In 2023, the Annual Status of Education Report found young men in rural India more than twice as likely as young women to own smartphones: 44% compared to 20%. Separate survey data placed women’s digital literacy nationally at 29%, against 59% for men. These figures describe a structural gap, not an incidental one – and they point to where a well-designed CSR intervention can generate outsized returns in digital literacy in rural India, particularly when aligned with broader efforts in women literacy and access.
BlueSkyCSR’s assessment data across digital literacy and digital integration programmes shows a consistent pattern: when communities gain genuine functional capability with digital tools – not just device access – the returns extend well beyond the screen.
What the Programme Data Shows
Across a digital literacy programme for girls assessed by BlueSkyCSR, covering 24,213 participants, 83% reported genuine capability using digital devices by programme end. This is not a marginal improvement on moderate familiarity. For most participants, the starting point was no prior access. The shift from zero functional confidence to verified capability is the kind of outcome that persists, because it creates a new relationship with tools increasingly embedded in employment, healthcare, and financial systems. These outcomes reinforce the importance of well-designed digital literacy programs that go beyond basic exposure.
In a STEM and digital career exposure programme assessed by BlueSkyCSR, covering over 1,800 girls, the proportion expressing interest in technology-sector careers shifted from 28% to 64%. That gap is not a measure of coding skills. It is a measure of aspiration – and aspiration is what shapes educational decisions made years before a young woman enters the labour market, particularly in contexts where women literacy and access to opportunities remain uneven.
A financial literacy programme assessed by BlueSkyCSR reached 78,487 individuals, achieving 72% adoption of digital payments and 85% account-opening among participants. This matters because EY and CII’s 2024 financial inclusion analysis found that while India has reached near-parity in account ownership between men and women, 32% of women still hold inactive accounts. Opening an account and adopting digital payments are distinct outcomes, and the gap between them is where financial inclusion programmes most commonly stall. The BlueSkyCSR-assessed programme moved participants across both thresholds.
In an adaptive learning technology programme assessed by BlueSkyCSR, 99%+ of girls reported improved subject understanding across core academic areas – a higher outcome rate than most traditional supplementary education models in comparable contexts. The differentiating design variable was technology that adjusted to individual learning pace rather than class-average pace.
Why Digital Capability Is Not a Standalone Outcome
The ASER 2023 finding on smartphone ownership is worth holding alongside BlueSkyCSR’s programme data. The gender gap in device access is real and well-documented. But it does not fully explain the gap in digital capability, because device access and functional literacy are not the same problem. BlueSkyCSR’s assessments consistently find that programmes focused exclusively on device access without structured training generate far weaker outcomes than those that invest in capability alongside access.
This distinction matters for programme design. A CSR investment that subsidises smartphones without building the skills to use them produces a reach metric, not an impact outcome. The 83% capability figure from the digital literacy programme above was achieved by structured training, not hardware provision.
The financial inclusion data also points to a second-order effect programme designers often underestimate. Women who gain digital payment capability gain durable access to the formal financial system. India’s UPI infrastructure processed 172 billion transactions in 2024, embedded in transactions at every level of the economy. A woman who can navigate UPI is not just paying for goods – she is connected to credit, insurance, and government benefit transfers. The 72% digital payment adoption figure from BlueSkyCSR’s assessment represents 56,510 individuals with a new, lasting connection to that system.
The Design Implication
BlueSkyCSR’s cross-programme analysis identifies digital integration as one of the factors most consistently linked to stronger long-term social returns. Programmes in education, agriculture, and health that incorporate digital tools show measurably higher PMGA scores than structurally equivalent programmes without it.
Digital capability multiplies the reach of every other intervention. A woman farmer who can access market price data or mobile credit captures more value from agricultural training. A girl who builds STEM confidence at 14 makes different educational decisions at 17. A beneficiary who opens a bank account and adopts digital payments during a financial literacy programme remains connected to the formal financial system after the CSR funding cycle ends.
For NGOs making the case to CSR partners for digital literacy investment, the question to lead with is not what digital capability costs. It is what every other programme returns when its beneficiaries have it – especially in the context of scaling digital literacy in rural India through effective, outcome-driven digital literacy programs.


### Assigned task
Look through the records below, and whenever a line contains "Anode", copy it.

Records from a collection of figures:
------
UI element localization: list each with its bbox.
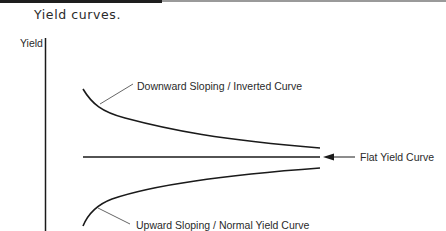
normal-curve-leader [98,208,130,224]
flat-curve-label: Flat Yield Curve [360,151,434,163]
yield-curve-diagram: Yield Downward Sloping / Inverted Curve … [0,0,446,231]
y-axis-label: Yield [20,37,43,49]
inverted-curve-leader [100,84,133,104]
flat-curve-arrowhead [323,154,334,161]
normal-curve [83,168,320,226]
inverted-curve [83,89,320,148]
inverted-curve-label: Downward Sloping / Inverted Curve [137,80,302,92]
normal-curve-label: Upward Sloping / Normal Yield Curve [136,219,309,231]
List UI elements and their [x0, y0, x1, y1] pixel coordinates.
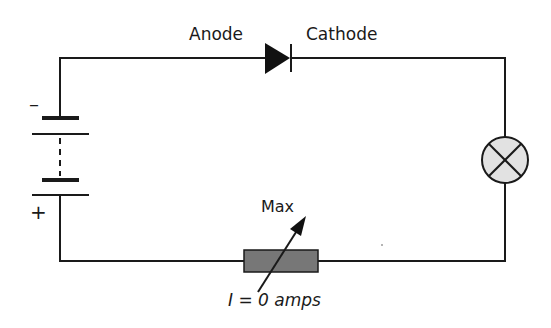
current-label: I = 0 amps	[228, 290, 321, 310]
wires	[60, 58, 505, 261]
circuit-diagram: – + Anode Cathode Max I = 0 amps	[0, 0, 551, 328]
top-wire-left	[60, 58, 266, 118]
lamp-icon	[482, 137, 528, 183]
stray-dot	[381, 244, 383, 246]
battery	[32, 118, 89, 195]
circuit-svg: – + Anode Cathode Max I = 0 amps	[0, 0, 551, 328]
anode-label: Anode	[189, 24, 243, 44]
cathode-label: Cathode	[306, 24, 377, 44]
bottom-wire-left	[60, 195, 244, 261]
right-wire-lower	[318, 183, 505, 261]
diode-icon	[265, 43, 291, 74]
rheostat-icon	[244, 216, 318, 292]
battery-positive-label: +	[30, 200, 47, 224]
top-wire-right	[291, 58, 505, 137]
rheostat-max-label: Max	[261, 197, 294, 216]
battery-negative-label: –	[29, 92, 39, 116]
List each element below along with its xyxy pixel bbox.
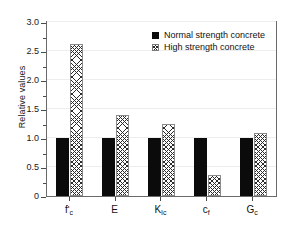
x-axis-tick-label: f'c bbox=[46, 204, 92, 216]
x-axis-tick-mark bbox=[160, 197, 161, 201]
bar-high-strength bbox=[208, 175, 221, 196]
x-axis-tick-label: Gc bbox=[229, 204, 275, 216]
x-axis-tick-label: KIc bbox=[138, 204, 184, 216]
bar-normal-strength bbox=[148, 138, 161, 196]
x-axis-tick-mark bbox=[252, 197, 253, 201]
y-axis-ticks: 00.51.01.52.02.53.0 bbox=[0, 21, 46, 197]
y-axis-tick-label: 2.5 bbox=[26, 46, 39, 56]
bar-group bbox=[47, 22, 93, 196]
y-axis-tick-label: 1.5 bbox=[26, 104, 39, 114]
figure: Relative values 00.51.01.52.02.53.0 Norm… bbox=[0, 0, 289, 229]
x-axis-tick-label: cf bbox=[183, 204, 229, 216]
legend-swatch-normal-strength-concrete bbox=[152, 32, 159, 39]
legend-swatch-high-strength-concrete bbox=[152, 44, 159, 51]
plot-area: Normal strength concrete High strength c… bbox=[46, 21, 277, 197]
x-axis: f'cEKIccfGc bbox=[46, 197, 277, 229]
bar-high-strength bbox=[116, 115, 129, 196]
legend-label: Normal strength concrete bbox=[164, 30, 265, 40]
x-axis-tick-mark bbox=[69, 197, 70, 201]
y-axis-tick-label: 0 bbox=[34, 191, 39, 201]
bar-high-strength bbox=[70, 44, 83, 196]
x-axis-tick-label: E bbox=[92, 204, 138, 215]
legend-label: High strength concrete bbox=[164, 42, 255, 52]
bar-high-strength bbox=[254, 133, 267, 196]
bar-group bbox=[93, 22, 139, 196]
y-axis-tick-label: 2.0 bbox=[26, 75, 39, 85]
x-axis-tick-mark bbox=[115, 197, 116, 201]
bar-normal-strength bbox=[240, 138, 253, 196]
legend: Normal strength concrete High strength c… bbox=[152, 30, 265, 52]
bar-normal-strength bbox=[194, 138, 207, 196]
bar-high-strength bbox=[162, 124, 175, 196]
x-axis-tick-mark bbox=[206, 197, 207, 201]
y-axis-tick-label: 1.0 bbox=[26, 133, 39, 143]
legend-item: High strength concrete bbox=[152, 42, 265, 52]
bar-normal-strength bbox=[102, 138, 115, 196]
bar-normal-strength bbox=[56, 138, 69, 196]
y-axis-tick-label: 3.0 bbox=[26, 17, 39, 27]
y-axis-tick-label: 0.5 bbox=[26, 162, 39, 172]
legend-item: Normal strength concrete bbox=[152, 30, 265, 40]
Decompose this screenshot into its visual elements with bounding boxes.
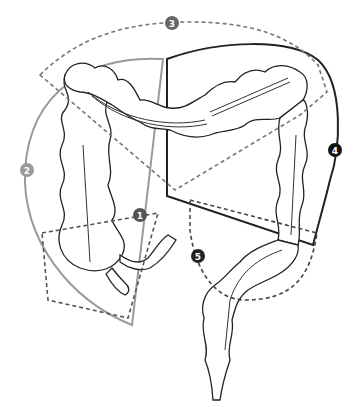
- colon-diagram: 1 2 3 4 5: [0, 0, 358, 407]
- marker-4: 4: [328, 143, 342, 157]
- marker-2: 2: [20, 163, 34, 177]
- svg-text:3: 3: [169, 19, 175, 29]
- svg-text:4: 4: [332, 146, 338, 156]
- svg-text:2: 2: [24, 166, 30, 176]
- svg-text:1: 1: [137, 211, 143, 221]
- sigmoid-colon: [203, 240, 299, 400]
- marker-1: 1: [133, 208, 147, 222]
- marker-5: 5: [191, 249, 205, 263]
- marker-3: 3: [165, 16, 179, 30]
- svg-text:5: 5: [195, 252, 201, 262]
- ileum: [120, 235, 176, 270]
- appendix: [106, 268, 129, 295]
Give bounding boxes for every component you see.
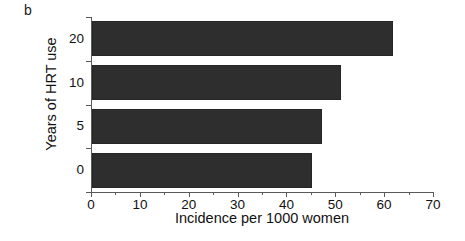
bar <box>92 65 341 100</box>
y-tick-mark <box>86 17 91 18</box>
bar <box>92 109 322 144</box>
x-tick-mark-minor <box>311 192 312 195</box>
y-tick-label: 10 <box>69 76 84 90</box>
x-tick-label: 40 <box>279 197 294 212</box>
y-tick-mark <box>86 148 91 149</box>
x-tick-mark-minor <box>262 192 263 195</box>
y-tick-label: 5 <box>76 119 84 133</box>
x-tick-label: 0 <box>87 197 95 212</box>
plot-area: 201050 <box>91 17 433 192</box>
y-tick-label: 0 <box>76 163 84 177</box>
panel-label: b <box>24 3 32 17</box>
x-tick-label: 30 <box>230 197 245 212</box>
bar <box>92 21 393 56</box>
bar <box>92 153 312 188</box>
x-tick-label: 50 <box>328 197 343 212</box>
x-tick-mark-minor <box>409 192 410 195</box>
x-tick-mark-minor <box>360 192 361 195</box>
y-tick-label: 20 <box>69 32 84 46</box>
x-tick-label: 20 <box>181 197 196 212</box>
y-tick-mark <box>86 61 91 62</box>
x-tick-mark-minor <box>164 192 165 195</box>
y-tick-mark <box>86 105 91 106</box>
x-tick-mark-minor <box>213 192 214 195</box>
x-tick-label: 60 <box>377 197 392 212</box>
figure-panel-b: b Years of HRT use Incidence per 1000 wo… <box>0 0 465 241</box>
x-tick-label: 70 <box>425 197 440 212</box>
x-axis-title: Incidence per 1000 women <box>91 210 433 226</box>
y-axis-title: Years of HRT use <box>43 0 59 189</box>
x-tick-mark-minor <box>115 192 116 195</box>
x-tick-label: 10 <box>132 197 147 212</box>
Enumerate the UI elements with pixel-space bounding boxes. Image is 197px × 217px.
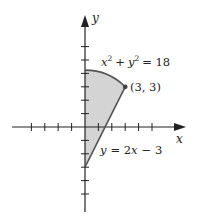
intersection-point <box>123 84 128 89</box>
circle-equation-label: x2+y2= 18 <box>101 54 170 69</box>
x-axis-label: x <box>176 132 183 146</box>
point-label: (3, 3) <box>130 80 161 94</box>
y-axis-label: y <box>91 11 99 25</box>
line-equation-label: y= 2x− 3 <box>99 143 162 157</box>
x-axis-arrow-icon <box>174 123 186 131</box>
y-axis-arrow-icon <box>81 15 89 27</box>
region-diagram: y x x2+y2= 18 (3, 3) y= 2x− 3 <box>0 0 197 217</box>
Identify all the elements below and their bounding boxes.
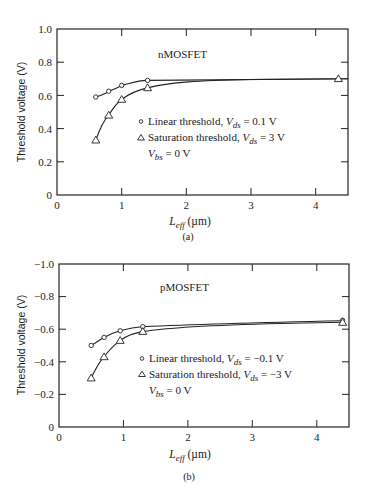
linear-threshold-curve [91, 321, 342, 346]
triangle-marker [105, 111, 113, 118]
circle-marker [94, 95, 98, 99]
panel-caption: (a) [182, 231, 193, 243]
x-axis-label: Leff (µm) [168, 215, 211, 230]
triangle-marker [116, 337, 124, 344]
y-ticks [57, 62, 348, 162]
x-ticks [122, 29, 316, 195]
legend-entry-saturation: Saturation threshold, Vds = 3 V [148, 131, 285, 146]
legend-entry-vbs: Vbs = 0 V [149, 384, 192, 399]
triangle-marker [334, 75, 342, 82]
x-tick-labels: 0 1 2 3 4 [56, 431, 320, 443]
circle-marker [107, 89, 111, 93]
circle-marker [89, 343, 93, 347]
legend-triangle-icon [138, 135, 145, 141]
circle-marker [120, 83, 124, 87]
legend: Linear threshold, Vds = 0.1 V Saturation… [138, 115, 285, 162]
y-tick-label: 0.8 [38, 56, 52, 68]
chart-title: pMOSFET [160, 281, 209, 293]
x-tick-label: 0 [54, 199, 60, 211]
legend-circle-icon [140, 357, 144, 361]
y-tick-label: 0 [49, 421, 55, 433]
triangle-marker [118, 96, 126, 103]
x-tick-label: 0 [56, 431, 62, 443]
chart-nmosfet: 0 0.2 0.4 0.6 0.8 1.0 0 1 2 3 4 Threshol… [15, 23, 348, 243]
legend-entry-linear: Linear threshold, Vds = −0.1 V [149, 352, 284, 367]
y-tick-label: −0.6 [34, 323, 54, 335]
x-ticks [123, 264, 316, 427]
chart-title: nMOSFET [158, 48, 207, 60]
x-tick-label: 4 [314, 431, 320, 443]
y-tick-label: 0.2 [38, 156, 52, 168]
y-tick-label: −0.2 [34, 388, 54, 400]
chart-pmosfet: 0 −0.2 −0.4 −0.6 −0.8 −1.0 0 1 2 3 4 Thr… [15, 258, 349, 483]
legend-entry-vbs: Vbs = 0 V [148, 147, 191, 162]
x-tick-label: 3 [250, 431, 256, 443]
legend-triangle-icon [139, 371, 146, 377]
figure: 0 0.2 0.4 0.6 0.8 1.0 0 1 2 3 4 Threshol… [0, 0, 368, 501]
legend-entry-saturation: Saturation threshold, Vds = −3 V [149, 368, 292, 383]
circle-marker [102, 335, 106, 339]
y-tick-label: −0.4 [34, 356, 54, 368]
y-tick-label: −0.8 [34, 290, 54, 302]
linear-threshold-curve [96, 79, 348, 97]
y-tick-label: 0.6 [38, 90, 52, 102]
x-tick-label: 3 [248, 199, 254, 211]
legend: Linear threshold, Vds = −0.1 V Saturatio… [139, 352, 293, 399]
x-tick-label: 4 [313, 199, 319, 211]
panel-caption: (b) [183, 471, 195, 483]
triangle-marker [87, 374, 95, 381]
y-tick-labels: 0 0.2 0.4 0.6 0.8 1.0 [38, 23, 52, 201]
x-tick-label: 1 [121, 431, 127, 443]
y-axis-label: Threshold voltage (V) [15, 62, 27, 162]
circle-marker [118, 329, 122, 333]
circle-marker [145, 78, 149, 82]
legend-circle-icon [139, 120, 143, 124]
y-tick-label: 1.0 [38, 23, 52, 35]
x-tick-label: 2 [184, 199, 190, 211]
y-tick-label: 0 [47, 189, 53, 201]
legend-entry-linear: Linear threshold, Vds = 0.1 V [148, 115, 277, 130]
x-tick-label: 1 [119, 199, 125, 211]
triangle-marker [92, 136, 100, 143]
x-tick-label: 2 [185, 431, 191, 443]
y-tick-label: 0.4 [38, 123, 52, 135]
y-tick-labels: 0 −0.2 −0.4 −0.6 −0.8 −1.0 [34, 258, 54, 433]
x-tick-labels: 0 1 2 3 4 [54, 199, 319, 211]
y-tick-label: −1.0 [34, 258, 54, 270]
x-axis-label: Leff (µm) [168, 448, 211, 463]
y-axis-label: Threshold voltage (V) [15, 295, 27, 395]
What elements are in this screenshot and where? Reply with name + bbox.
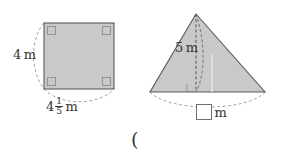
square-figure xyxy=(34,23,115,102)
square-base-fraction-denominator: 5 xyxy=(55,106,63,116)
triangle-height-unit: m xyxy=(186,40,198,55)
square-height-label: 4m xyxy=(13,48,36,61)
worksheet-page: 4m 4 1 5 m 5m m ( xyxy=(0,0,284,157)
square-base-fraction: 1 5 xyxy=(55,97,63,117)
triangle-base-label: m xyxy=(196,104,227,120)
square-base-whole: 4 xyxy=(46,100,54,113)
triangle-height-label: 5m xyxy=(175,41,198,54)
triangle-base-unit: m xyxy=(215,106,227,119)
triangle-base-answer-input[interactable] xyxy=(196,104,212,120)
square-base-unit: m xyxy=(66,100,78,113)
square-height-unit: m xyxy=(24,47,36,62)
stray-parenthesis-glyph: ( xyxy=(131,128,138,150)
triangle-shape xyxy=(150,14,265,92)
triangle-height-value: 5 xyxy=(175,40,183,55)
triangle-figure xyxy=(150,14,265,107)
square-height-value: 4 xyxy=(13,47,21,62)
square-base-label: 4 1 5 m xyxy=(46,97,78,117)
square-base-fraction-numerator: 1 xyxy=(55,97,63,106)
figures-svg xyxy=(0,0,284,157)
square-shape xyxy=(44,23,114,89)
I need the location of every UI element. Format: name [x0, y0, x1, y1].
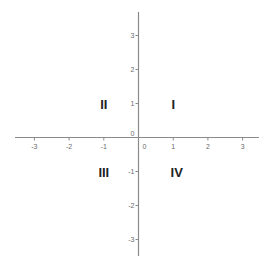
y-tick-label: -2	[128, 202, 134, 209]
x-tick-label: 1	[171, 143, 175, 150]
quadrant-label-i: I	[171, 97, 175, 112]
x-tick-label: -1	[101, 143, 107, 150]
quadrant-label-iv: IV	[171, 165, 184, 180]
y-tick-label: 1	[131, 100, 135, 107]
x-tick-label: 3	[241, 143, 245, 150]
coordinate-plane: -3-2-10123 3210-1-2-3 IIIIIIIV	[0, 0, 272, 269]
x-tick-label: -3	[31, 143, 37, 150]
x-tick-label: 0	[143, 143, 147, 150]
y-tick-label: 2	[131, 66, 135, 73]
y-tick-label: 3	[131, 32, 135, 39]
y-tick-label: -3	[128, 236, 134, 243]
y-tick-label: -1	[128, 168, 134, 175]
y-tick-label: 0	[131, 130, 135, 137]
x-tick-label: -2	[66, 143, 72, 150]
x-tick-label: 2	[206, 143, 210, 150]
quadrant-label-ii: II	[100, 97, 107, 112]
quadrant-label-iii: III	[98, 165, 109, 180]
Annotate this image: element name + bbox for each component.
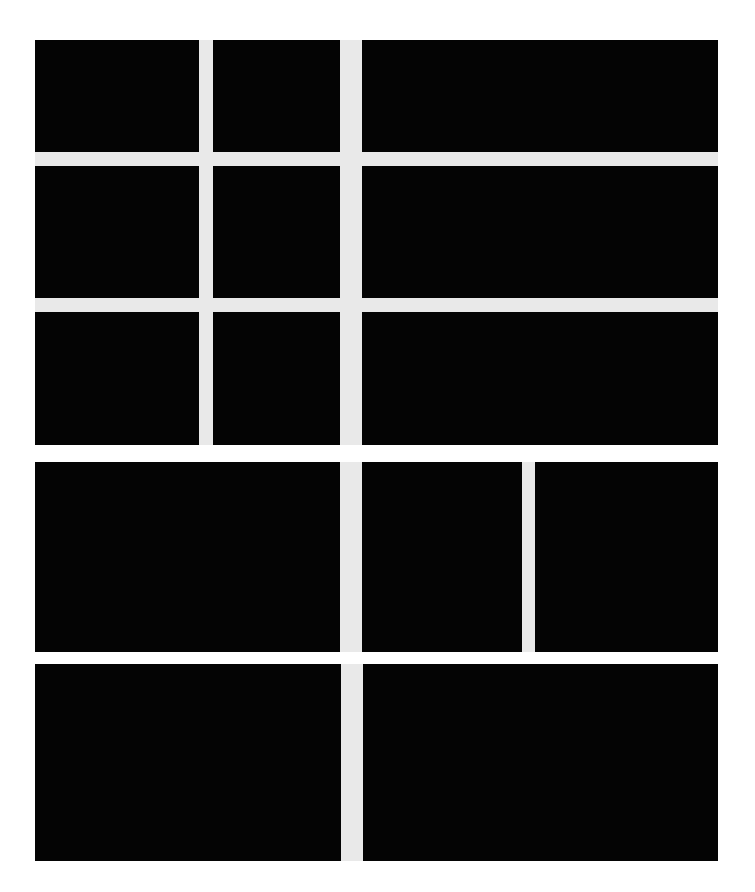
panel-r5c2[interactable] (363, 664, 718, 861)
panel-r1c2[interactable] (213, 40, 340, 152)
panel-r2c2[interactable] (213, 166, 340, 298)
panel-r3c2[interactable] (213, 312, 340, 445)
panel-r1c1[interactable] (35, 40, 199, 152)
screenshot-canvas (0, 0, 755, 892)
panel-r5c1[interactable] (35, 664, 341, 861)
panel-r4c1[interactable] (35, 462, 340, 652)
panel-r2c3[interactable] (362, 166, 718, 298)
panel-r4c3[interactable] (535, 462, 718, 652)
panel-r3c3[interactable] (362, 312, 718, 445)
panel-r4c2[interactable] (362, 462, 522, 652)
panel-r1c3[interactable] (362, 40, 718, 152)
panel-r3c1[interactable] (35, 312, 199, 445)
panel-r2c1[interactable] (35, 166, 199, 298)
------
### Answer
circuit-diagram: – + Anode Cathode Max I = 0 amps	[0, 0, 551, 328]
circuit-svg: – + Anode Cathode Max I = 0 amps	[0, 0, 551, 328]
anode-label: Anode	[189, 24, 243, 44]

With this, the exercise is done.